Foreign buyers have flocked to Brazil in recent months, keen to take advantage of massive infrastructural investment and skyrocketing tourist figures. In particular, fertile farm land and second homes along the Natal coast have been the top draws, with many buyers wriggling around Brazilian purchasing restrictions for foreign individuals and companies by using Brazilian firms as a front. This practice is set to be reigned in, according to Rolf Hackbart, president of Incra, the government agency in charge of land reform and property titles: “This is not a question of xenophobia, but every country needs to be the owner of its territory.” President Luiz Inacio Lula da Silva himself made a clear reference to the situation in May of this year: “We need to be careful not to allow people from other countries to buy all the land in Brazil to produce sugar cane.”
Foreign investment is clearly doing great things for Brazil’s economy and in particular coastal areas such as Natal and Bahia are experiencing the effects of this. The local town population of Luis Eduardo Magalhaes has grown from 18,000 registered inhabitants in 2000 to 44,000. There are more than 20 foreigners living and working in the area and if you include the people who are not residents, the number goes up to 50. The number of new cars on the streets are a clear indicator say locals of greater prosperity. Town Mayor Oziel Oliveira believes this progress to be nothing but positive. “In the last five years the value of the land in this area of production has gone up 300% and for us this has had a very important wider impact, he says. This was land that was practically all cerrado [savannah or grassland] which is now being occupied and has brought an economic benefit for us all.”
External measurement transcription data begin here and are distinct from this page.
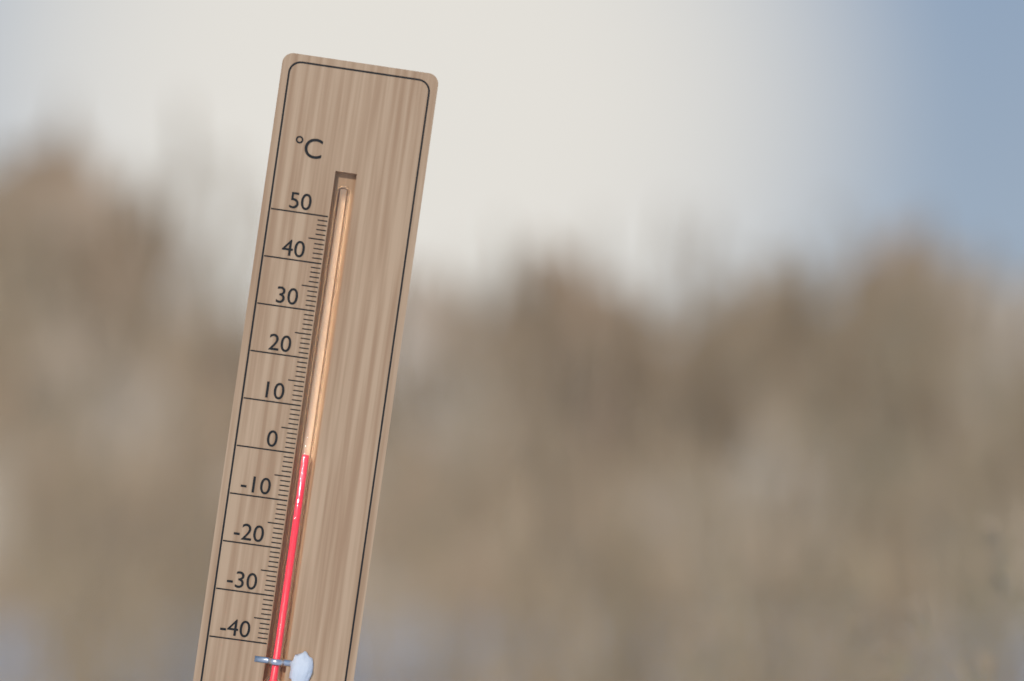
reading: 0 °C
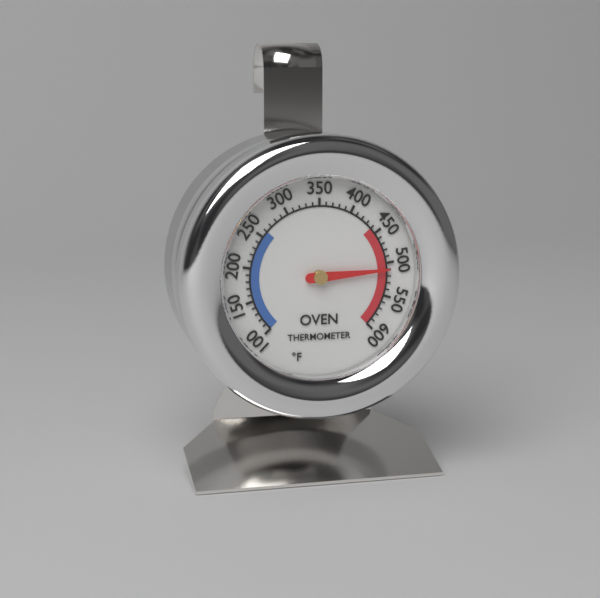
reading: 510 °F
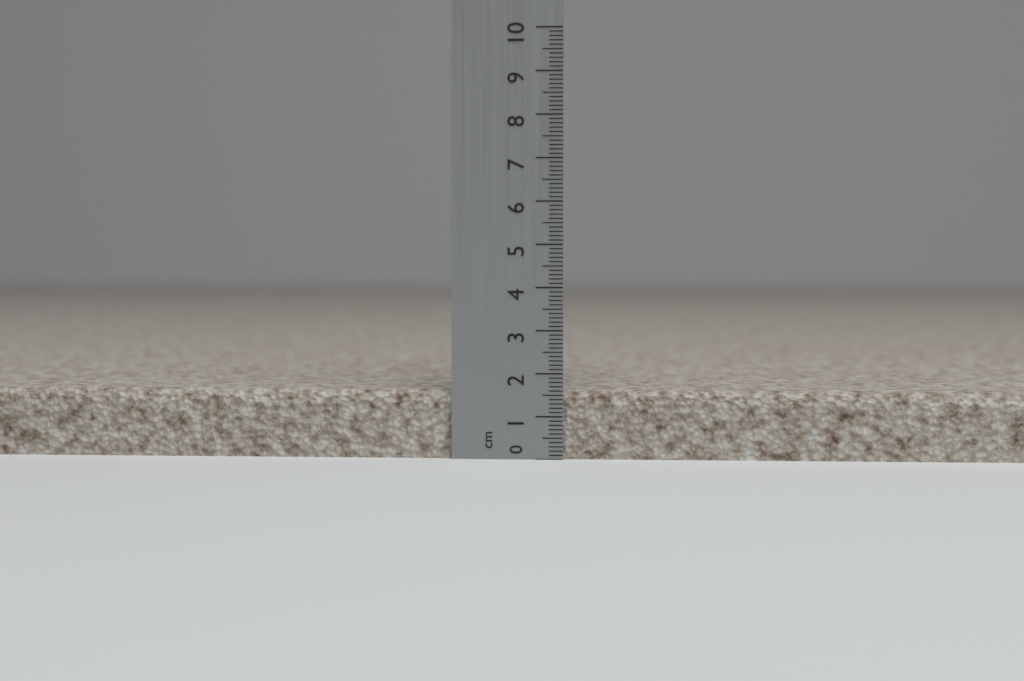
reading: 1.6 cm
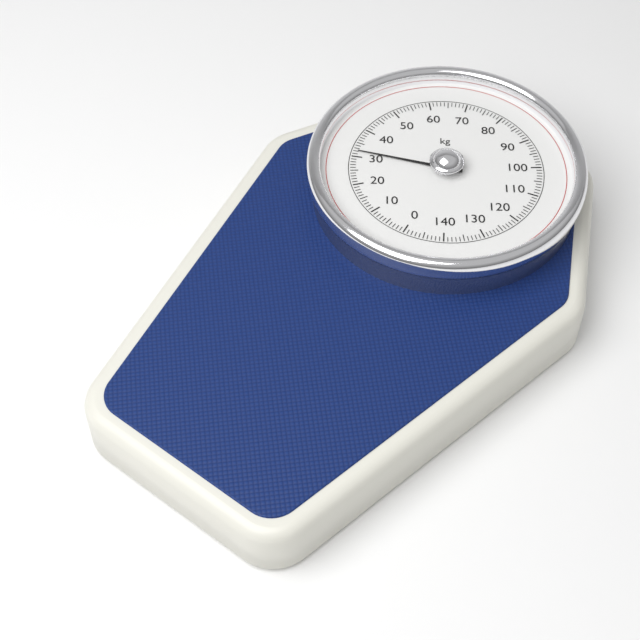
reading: 32 kg
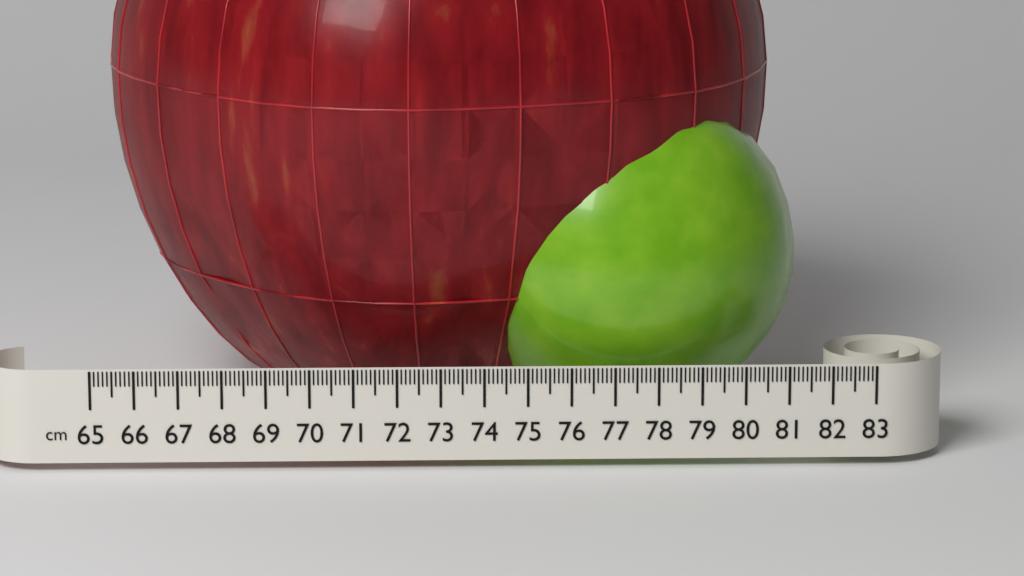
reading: 81.2 cm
So pleased is the Mayor with the results of investment to date, that his next goal is to attract funds from the Chinese who, he hopes, will back the construction of a railway to the coast.
Stressing that the new measures would not affect foreigners who had already purchased land or property, Hackbart also underlined the importance of fair and reasonable foreign investment, bemoaning the reality of foreigners buying the ‘best’ land with cash and so driving prices up, subsequently increasing the government’s cost to redistribute land to the poor.
The new rules are likely to impose the same restrictions already existing for foreign companies purchasing land directly, who are currently allowed to buy 100 MEIs, a unit of land that varies hugely in size from one municipality to another, from 5 hectares (12.35 acres) in Salvador to 70 hectares (173 acres) in Amapa.